DENINU KU'E/FORT RESOLUTION
A Toronto-born woman is on a deeply personal journey to reconnect with her family and culture in Fort Resolution, but there is one big piece of the puzzle missing.
Nadine Delorme, who was born in Toronto and raised by adoptive parents, has discovered her family roots in Fort Resolution, but is still trying to find her birth mother. - Paul Bickford/NNSL photo |
Nadine Delorme has been unable to find her birth mother.
"I've done everything from every angle," she said of searching for her mother, Barbara Ann Delorme,
explaining there are many people on the Internet with that name.
"But they're not her, at all. So far, nothing."
Delorme has not seen her birth mother since she was two-years old and was placed in foster care. When she was five, she was adopted and raised by a couple in Toronto.
While growing up Delorme knew the name of birth mother and the fact she was from somewhere in the North, but almost nothing else about her heritage.
However, when Ontario opened adoption files in 2011, she applied for adoption disclosure and discovered her mother was originally from Fort Resolution.
"The only information they had was my original birth registry," she said.
"So I had her name, her birthday and where she was from. So from that I was able to attack further my research."
The registry did not contain the name of her father.
In 2011, she started to make enquiries into Fort Resolution about her mother.
And then in 2012, she met a Dene elder from the Native Women's Association of the NWT at a native agency in Toronto, and told her story. Six months later, she received a call from a Fort Resolution resident who put her in touch with one of her many cousins in the community.
Delorme and her cousin got in touch by telephone.
"We ended up talking two-and-a-half hours, and we got on Facebook right away to see because we might need DNA tests to prove I'm part of the family," she said.
"Well, we don't have to, because I have high resemblance to my cousins."
That was the beginning of her journey, which included meeting that cousin in Ottawa early last year.
"So Feb. 10 of last year was the first time I met my blood, my DNA," she noted.
Then, Delorme and her adoptive father attended a wedding in Fort Resolution last summer and she moved to the community in December.
"I kept telling everybody in Toronto I have to go," she recalled.
"I have to somehow go home. I felt this was where I needed to be."
Delorme - the last name she began using in December - is now a full-time online student in native studies with the University of Alberta, and has become a member of the Fort Resolution Metis Council.
"Fort Resolution has welcomed me magnificently and accepted me with loving and open arms," she said.
However, despite that reconnection to her roots and family, she has still been unable to locate her mother, who was apparently last seen or heard from by anyone in Fort Resolution when she returned for a funeral about 15 years ago.
The 40-year-old Delorme said her mother would be now 61-years old, but she doesn't know if she has married and uses a different last name, or even if she is still alive.
"The clues have led me here, but that's where the path stops," she said.
Now, she has decided to turn to the media to possibly find her birth mother.
Asked what her message would be to her mother, an emotional Delorme simply responded, "Come home."
She had been hoping to do the search privately as much as possible out of respect for her newly-discovered relatives.
If taking her story to the media doesn't work, Delorme said she may consider filing a missing person's report.
"To me she is, and the fact that nobody else knows any information here all these years," she said.
Delorme added that another avenue might be to go through the Truth and Reconciliation Commission to see if her mother claimed residential school compensation.
Lizzie Beaulieu, an elder in Fort Resolution, remembers Delorme's mother as a child before she left for Yellowknife.
"After that, I don't know where Barb went," she said. "I don't know if she's still alive."
Like many others in Fort Resolution, Beaulieu would be very happy for Delorme if she eventually finds her mother.
"I sure hope she does."
Delorme's adoptive parents - Louis and Beverly Marsura of Toronto - are also hoping she will be successful in her search.
Beverly Marsura said that, starting at adolescence, there was a need within her adopted daughter to know where she came from and where her biological mother was, and that's still a question.
"We have supported that 100 per cent," she said.
"We have always supported that need to discover who she is, where she's from, where her family is," she said, adding she and her husband are very happy that Delorme has found the people of Fort Resolution."
"Toronto is not the place for Nadine," continued Marsura. "She needs to be with her culture."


*TASK GOAL*:
Nothing other than the lines from the one containing "the bounding box." through the close of the entries below should be printed, each exactly.

(Data excerpts)
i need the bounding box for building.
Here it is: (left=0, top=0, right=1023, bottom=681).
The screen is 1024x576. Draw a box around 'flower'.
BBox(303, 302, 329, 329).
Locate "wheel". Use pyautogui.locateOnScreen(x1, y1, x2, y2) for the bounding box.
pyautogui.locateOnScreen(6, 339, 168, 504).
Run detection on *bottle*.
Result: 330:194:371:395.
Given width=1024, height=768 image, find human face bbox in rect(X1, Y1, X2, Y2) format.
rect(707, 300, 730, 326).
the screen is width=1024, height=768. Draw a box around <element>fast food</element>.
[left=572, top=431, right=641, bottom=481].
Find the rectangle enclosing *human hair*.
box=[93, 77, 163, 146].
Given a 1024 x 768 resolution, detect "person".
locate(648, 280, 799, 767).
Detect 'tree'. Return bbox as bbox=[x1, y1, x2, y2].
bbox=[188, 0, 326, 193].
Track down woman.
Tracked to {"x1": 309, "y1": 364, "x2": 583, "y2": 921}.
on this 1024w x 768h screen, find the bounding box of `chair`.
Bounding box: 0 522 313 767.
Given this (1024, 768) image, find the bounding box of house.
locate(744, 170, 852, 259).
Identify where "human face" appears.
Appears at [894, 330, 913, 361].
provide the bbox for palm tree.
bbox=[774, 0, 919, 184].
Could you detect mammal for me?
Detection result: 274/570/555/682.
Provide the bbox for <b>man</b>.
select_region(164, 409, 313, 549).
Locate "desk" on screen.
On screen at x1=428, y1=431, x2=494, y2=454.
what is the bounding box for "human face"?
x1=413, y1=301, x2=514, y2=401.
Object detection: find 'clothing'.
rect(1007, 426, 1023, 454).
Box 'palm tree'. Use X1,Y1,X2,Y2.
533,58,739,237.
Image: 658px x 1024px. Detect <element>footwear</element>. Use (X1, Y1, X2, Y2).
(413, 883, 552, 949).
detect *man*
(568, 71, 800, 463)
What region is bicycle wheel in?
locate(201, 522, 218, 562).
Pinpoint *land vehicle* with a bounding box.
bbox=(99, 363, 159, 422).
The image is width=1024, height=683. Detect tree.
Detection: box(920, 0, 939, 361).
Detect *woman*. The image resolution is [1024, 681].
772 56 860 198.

*OUTPUT OF THE EXERCISE*:
Locate "wheel". Use pyautogui.locateOnScreen(x1, y1, x2, y2) for the bounding box.
pyautogui.locateOnScreen(6, 339, 168, 504).
Run detection on *bottle*.
Result: 330:194:371:395.
Given width=1024, height=768 image, find human face bbox in rect(X1, Y1, X2, Y2) format.
rect(707, 300, 730, 326).
the screen is width=1024, height=768. Draw a box around <element>fast food</element>.
[left=572, top=431, right=641, bottom=481].
Find the rectangle enclosing *human hair*.
box=[93, 77, 163, 146].
Given a 1024 x 768 resolution, detect "person".
locate(648, 280, 799, 767).
Detect 'tree'. Return bbox as bbox=[x1, y1, x2, y2].
bbox=[188, 0, 326, 193].
Track down woman.
Tracked to {"x1": 309, "y1": 364, "x2": 583, "y2": 921}.
on this 1024w x 768h screen, find the bounding box of `chair`.
Bounding box: 0 522 313 767.
Given this (1024, 768) image, find the bounding box of house.
locate(744, 170, 852, 259).
Identify where "human face" appears.
Appears at [894, 330, 913, 361].
provide the bbox for palm tree.
bbox=[774, 0, 919, 184].
Could you detect mammal for me?
Detection result: 274/570/555/682.
Provide the bbox for <b>man</b>.
select_region(164, 409, 313, 549).
Locate "desk" on screen.
On screen at x1=428, y1=431, x2=494, y2=454.
what is the bounding box for "human face"?
x1=413, y1=301, x2=514, y2=401.
Object detection: find 'clothing'.
rect(1007, 426, 1023, 454).
Box 'palm tree'. Use X1,Y1,X2,Y2.
533,58,739,237.
Image: 658px x 1024px. Detect <element>footwear</element>. Use (X1, Y1, X2, Y2).
(413, 883, 552, 949).
detect *man*
(568, 71, 800, 463)
What region is bicycle wheel in?
locate(201, 522, 218, 562).
Pinpoint *land vehicle* with a bounding box.
bbox=(99, 363, 159, 422).
The image is width=1024, height=683. Detect tree.
Detection: box(920, 0, 939, 361).
Detect *woman*. The image resolution is [1024, 681].
772 56 860 198.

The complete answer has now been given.